Adding to its already diverse family of burstable instances for Elastic Computing Cloud (EC2), Amazon Web Services has started rolling out the new t2.nano on Tuesday. The new instance will go on to become the smallest and cheapest of the already existing micro, small, medium and large t2 instances.
We had first heard from AWS during the re:Invent developer conference in Las Vegas that it would soon release a tiny instance type for its AC2 service. True to its words, the t2.nano is finally here.
The new instance will cost you only $4.75 per month ($0.0065 per hour), if used in the US. This is by far the lowest price at which you can run an EC2 instance. The features of the t2.nano include 512 MiB of memory and a single virtual CPU. These specifications are enough for you to apply any workload that requires a consistent baseline performance with the ability to burst. The processors are backed by the latest Intel Xeon processors with clock speeds up to 3.3 GHz.
The applications of the t2.nano are many. Here’s what AWS says the t2 is suitable for:
The t2.nano is recommended for low-traffic website hosting, micro services and developer environments which have low memory needs and don’t need consistently high levels of CPU on average, but benefit significantly from having full access to very fast CPUs when they need them. As the requirements of your workload grow, you can scale to larger T2 instance sizes or other EC2 instance types.
The instances are capable of running any operating system regardless of it being a 32-bit variant or a 64-bit one. Though, we (and by that, we mean AWS) highly recommend you not to use Windows.
The instances have been made available in multiple regions throughout the world. These include US East (N. Virginia), US West (Oregon), US West (San Francisco), EU (Ireland), Asia Pacific (Singapore), Asia Pacific (Tokyo), Brazil (Sao Paolo), and the GovCloud (US) region. Other future additions include EU (Frankfurt) and Australia (Sydney).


**DESCRIPTION OF THE TASK**
Below are records to reproduce in full; copy them exactly but keep the pictures out.

**DATA EXTRACT**
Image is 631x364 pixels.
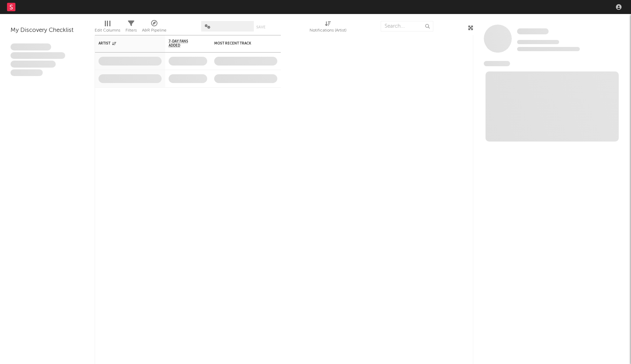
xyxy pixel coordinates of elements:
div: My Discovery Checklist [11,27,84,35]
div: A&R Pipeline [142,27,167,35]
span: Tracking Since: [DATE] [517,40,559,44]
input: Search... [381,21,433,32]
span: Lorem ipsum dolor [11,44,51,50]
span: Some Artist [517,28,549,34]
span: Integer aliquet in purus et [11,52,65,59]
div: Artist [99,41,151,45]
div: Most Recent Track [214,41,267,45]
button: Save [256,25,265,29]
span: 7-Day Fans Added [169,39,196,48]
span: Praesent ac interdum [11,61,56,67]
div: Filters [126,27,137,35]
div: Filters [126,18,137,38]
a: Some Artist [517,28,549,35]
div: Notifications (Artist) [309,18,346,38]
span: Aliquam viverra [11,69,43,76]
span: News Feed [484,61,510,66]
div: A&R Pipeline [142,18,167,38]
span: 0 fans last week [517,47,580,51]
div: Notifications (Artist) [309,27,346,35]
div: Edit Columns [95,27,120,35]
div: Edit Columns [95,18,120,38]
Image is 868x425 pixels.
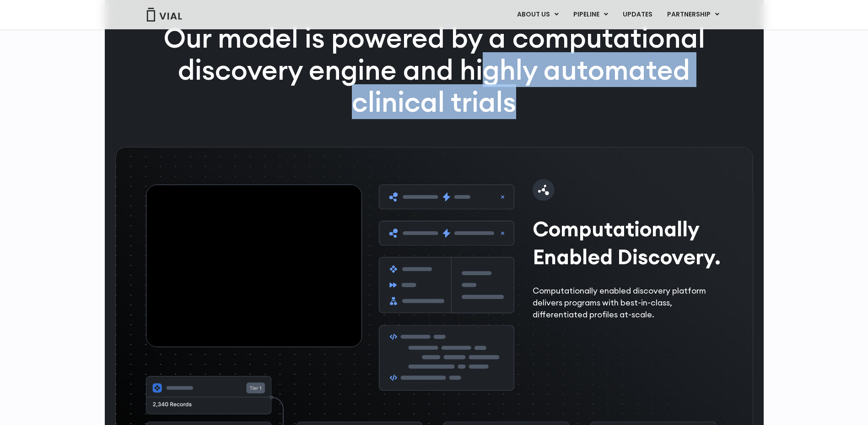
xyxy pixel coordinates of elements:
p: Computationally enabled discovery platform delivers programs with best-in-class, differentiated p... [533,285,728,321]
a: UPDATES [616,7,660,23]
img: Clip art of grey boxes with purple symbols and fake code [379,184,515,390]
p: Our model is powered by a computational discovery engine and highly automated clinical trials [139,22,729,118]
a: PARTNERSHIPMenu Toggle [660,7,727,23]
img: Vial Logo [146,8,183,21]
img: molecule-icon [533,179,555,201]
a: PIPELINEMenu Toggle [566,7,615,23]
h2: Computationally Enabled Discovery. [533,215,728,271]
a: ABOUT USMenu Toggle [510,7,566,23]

**RESULT**
Image is 631x364 pixels.
xyxy pixel coordinates of elements:
div: My Discovery Checklist [11,27,84,35]
div: A&R Pipeline [142,27,167,35]
span: Tracking Since: [DATE] [517,40,559,44]
input: Search... [381,21,433,32]
span: Lorem ipsum dolor [11,44,51,50]
span: Some Artist [517,28,549,34]
span: Integer aliquet in purus et [11,52,65,59]
div: Artist [99,41,151,45]
div: Most Recent Track [214,41,267,45]
button: Save [256,25,265,29]
span: 7-Day Fans Added [169,39,196,48]
span: Praesent ac interdum [11,61,56,67]
div: Filters [126,27,137,35]
div: Filters [126,18,137,38]
a: Some Artist [517,28,549,35]
div: Notifications (Artist) [309,18,346,38]
span: Aliquam viverra [11,69,43,76]
span: News Feed [484,61,510,66]
div: A&R Pipeline [142,18,167,38]
span: 0 fans last week [517,47,580,51]
div: Notifications (Artist) [309,27,346,35]
div: Edit Columns [95,27,120,35]
div: Edit Columns [95,18,120,38]
Image is 868x425 pixels.
xyxy pixel coordinates of elements:
p: Computationally enabled discovery platform delivers programs with best-in-class, differentiated p... [533,285,728,321]
a: UPDATES [616,7,660,23]
img: Clip art of grey boxes with purple symbols and fake code [379,184,515,390]
p: Our model is powered by a computational discovery engine and highly automated clinical trials [139,22,729,118]
a: PARTNERSHIPMenu Toggle [660,7,727,23]
img: Vial Logo [146,8,183,21]
img: molecule-icon [533,179,555,201]
a: PIPELINEMenu Toggle [566,7,615,23]
h2: Computationally Enabled Discovery. [533,215,728,271]
a: ABOUT USMenu Toggle [510,7,566,23]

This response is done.